Trade

Brazil fills entire 2025 US beef quota in 17 days

Jon Condon 22/01/2025

IN a reflection of the dramatic changes being seen in the United States beef market this year, Brazil has managed to fill its entire 2025 tariff-free access volume to the US market in just 17 days.

US Customs and Border Protection has reported that the 2025 “Other Country” quota under which Brazil trades beef with the US was filled last Friday, 17 January.

Unlike Australia, which enjoys a massive 448,000t tariff-free quota with the US negotiated under the 2005 US-Australia Free Trade Agreement, Brazil supplies the US market under the tiny 65,000t ‘Other Country’ quota, along with a collection of other smaller exporters.

The filling of the ‘Other Country’ quota last Friday means that Brazilian beef entering the US is exposed to an out-of-quota tariff of 26.4 percent on all beef shipments for the remainder of 2025 – more than 11 months. That additional tariff burden reduces the competitiveness of Brazilian beef against other exporters like Australia and New Zealand.

Other South American exporting countries like Argentina and Uruguay operate under their own country-specific US beef quotas, but volumes are tiny, at just 20,000t/year.

Last year, Brazil filled its 2024 quota by late March. The year before that, the trigger level was reached in May – but this year the quota level has been reached in record time.

That is partly because Brazilian exporters shipped large volumes into bonded storage in the US in December last year, in anticipation of the tariff burden being relieved from January 1. It’s that ‘flood’ of beef that has led to the quota being filled in record time this year, meat traders told Beef Central.

But has the early avalanche of Brazilian beef impacted pricing prospects for Australian beef and trimmings in the US?

“Hardly,” one trade observer said. “The market was well aware of the likelihood of the sudden surge in Brazilian meat in January, and factored that into pricing for Australian product,” he said. “And certainly, not all US beef customers using imported trimmings are prepared to buy Brazilian product – McDonald’s is a good example.”

For reference, Australian lean trimmings used for hamburger beef in the US was trading at US300c/lb last week. That was exceeded only by a brief period in 2022 when imported trimmings went to US306c/kg briefly, due to COVID impacts on US meat processing operations. In Aussie currency terms, sales of 90CL cow trimmings are now approaching A1060c/kg, a record high, aided by a currency value around US62c in early stages this year.

That US price record looks like being broken in coming months.

For the week ended 9 January, USDA estimated US cow/bull slaughter at 113,000 head, down 15pc from the same week a year ago and 40pc lower than two years ago.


— Exercise goal —
What is the number of lines in the data that contain "filled"? Nothing besides that number, please.

— Data for review —
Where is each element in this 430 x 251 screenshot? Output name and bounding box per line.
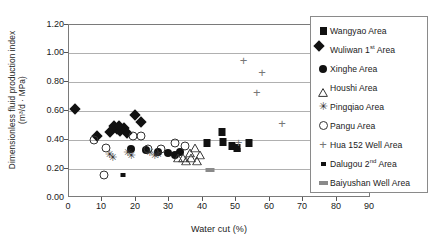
plus-icon: + xyxy=(253,89,261,97)
y-tick-label-0.20: 0.20 xyxy=(30,163,64,173)
open-circle-icon xyxy=(157,144,166,153)
open-triangle-icon xyxy=(316,83,330,92)
data-point xyxy=(245,139,252,147)
x-tick-mark-10 xyxy=(101,197,102,201)
x-tick-label-60: 60 xyxy=(257,201,281,211)
x-tick-mark-30 xyxy=(168,197,169,201)
open-circle-icon xyxy=(143,144,152,153)
data-point: + xyxy=(253,89,261,97)
data-point xyxy=(90,136,99,145)
filled-square-icon xyxy=(218,128,225,136)
plus-icon: + xyxy=(278,120,286,128)
x-tick-mark-60 xyxy=(269,197,270,201)
filled-diamond-icon xyxy=(69,103,80,114)
gray-bar-icon xyxy=(205,168,214,172)
data-point xyxy=(236,148,241,152)
y-tick-label-0.60: 0.60 xyxy=(30,105,64,115)
scatter-chart-figure: Dimensionless fluid production index (m³… xyxy=(0,0,430,251)
small-square-icon xyxy=(236,148,241,152)
x-tick-label-20: 20 xyxy=(123,201,147,211)
legend-item-label: Pangu Area xyxy=(330,121,375,131)
data-point xyxy=(137,132,146,141)
legend-item[interactable]: Baiyushan Well Area xyxy=(311,173,427,192)
data-point xyxy=(143,144,152,153)
legend-item[interactable]: Wangyao Area xyxy=(311,21,427,40)
filled-square-icon xyxy=(245,139,252,147)
open-circle-icon xyxy=(170,139,179,148)
data-point xyxy=(75,109,83,117)
data-point xyxy=(220,138,227,146)
x-tick-label-90: 90 xyxy=(357,201,381,211)
plus-icon: + xyxy=(235,139,243,147)
legend-item-label: Houshi Area xyxy=(330,83,377,93)
plus-icon: + xyxy=(316,141,330,149)
asterisk-icon: ✳ xyxy=(126,152,135,160)
data-point: + xyxy=(278,120,286,128)
data-point xyxy=(119,126,127,134)
x-tick-label-50: 50 xyxy=(223,201,247,211)
data-point xyxy=(101,143,110,152)
x-tick-label-30: 30 xyxy=(156,201,180,211)
x-tick-label-10: 10 xyxy=(89,201,113,211)
legend-item[interactable]: Wuliwan 1st Area xyxy=(311,40,427,59)
data-point: + xyxy=(235,139,243,147)
data-point xyxy=(170,139,179,148)
data-point xyxy=(100,170,109,179)
small-square-icon xyxy=(120,173,125,177)
legend-item-label: Pingqiao Area xyxy=(330,102,384,112)
legend-item[interactable]: Pangu Area xyxy=(311,116,427,135)
y-axis-title-line2: (m³/d · MPa) xyxy=(17,31,27,169)
filled-circle-icon xyxy=(316,65,330,73)
y-axis-title-line1: Dimensionless fluid production index xyxy=(7,31,17,169)
legend-item-label: Baiyushan Well Area xyxy=(330,178,410,188)
x-tick-label-40: 40 xyxy=(190,201,214,211)
plus-icon: + xyxy=(258,69,266,77)
x-tick-mark-20 xyxy=(135,197,136,201)
gray-bar-icon xyxy=(316,181,330,185)
open-circle-icon xyxy=(90,136,99,145)
small-square-icon xyxy=(316,162,330,166)
data-point: + xyxy=(240,57,248,65)
data-point xyxy=(195,146,205,155)
y-tick-label-0.40: 0.40 xyxy=(30,134,64,144)
filled-diamond-icon xyxy=(316,46,330,54)
data-point: ✳ xyxy=(108,154,117,162)
legend-item-label: Wangyao Area xyxy=(330,26,387,36)
data-point xyxy=(157,144,166,153)
filled-square-icon xyxy=(220,138,227,146)
open-circle-icon xyxy=(101,143,110,152)
y-tick-label-1.00: 1.00 xyxy=(30,47,64,57)
legend-item[interactable]: +Hua 152 Well Area xyxy=(311,135,427,154)
x-tick-mark-40 xyxy=(202,197,203,201)
x-axis-title: Water cut (%) xyxy=(68,224,370,234)
asterisk-icon: ✳ xyxy=(108,154,117,162)
legend-item[interactable]: ✳Pingqiao Area xyxy=(311,97,427,116)
data-point xyxy=(141,122,149,130)
y-axis-title: Dimensionless fluid production index (m³… xyxy=(2,0,32,200)
data-point xyxy=(120,173,125,177)
open-triangle-icon xyxy=(195,146,205,155)
legend-item-label: Dalugou 2nd Area xyxy=(330,158,397,169)
data-point xyxy=(218,128,225,136)
legend: Wangyao AreaWuliwan 1st AreaXinghe AreaH… xyxy=(310,16,428,193)
open-circle-icon xyxy=(137,132,146,141)
open-circle-icon xyxy=(316,121,330,130)
legend-item-label: Wuliwan 1st Area xyxy=(330,44,395,55)
legend-item[interactable]: Xinghe Area xyxy=(311,59,427,78)
y-tick-label-1.20: 1.20 xyxy=(30,19,64,29)
x-tick-label-0: 0 xyxy=(56,201,80,211)
open-circle-icon xyxy=(180,142,189,151)
data-point xyxy=(180,142,189,151)
asterisk-icon: ✳ xyxy=(316,103,330,111)
x-tick-label-80: 80 xyxy=(324,201,348,211)
x-tick-mark-70 xyxy=(302,197,303,201)
x-tick-mark-50 xyxy=(235,197,236,201)
legend-item[interactable]: Houshi Area xyxy=(311,78,427,97)
legend-item[interactable]: Dalugou 2nd Area xyxy=(311,154,427,173)
x-tick-mark-80 xyxy=(336,197,337,201)
data-point: + xyxy=(258,69,266,77)
x-tick-label-70: 70 xyxy=(290,201,314,211)
legend-item-label: Xinghe Area xyxy=(330,64,377,74)
plus-icon: + xyxy=(240,57,248,65)
open-circle-icon xyxy=(100,170,109,179)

— Exercise solution —
6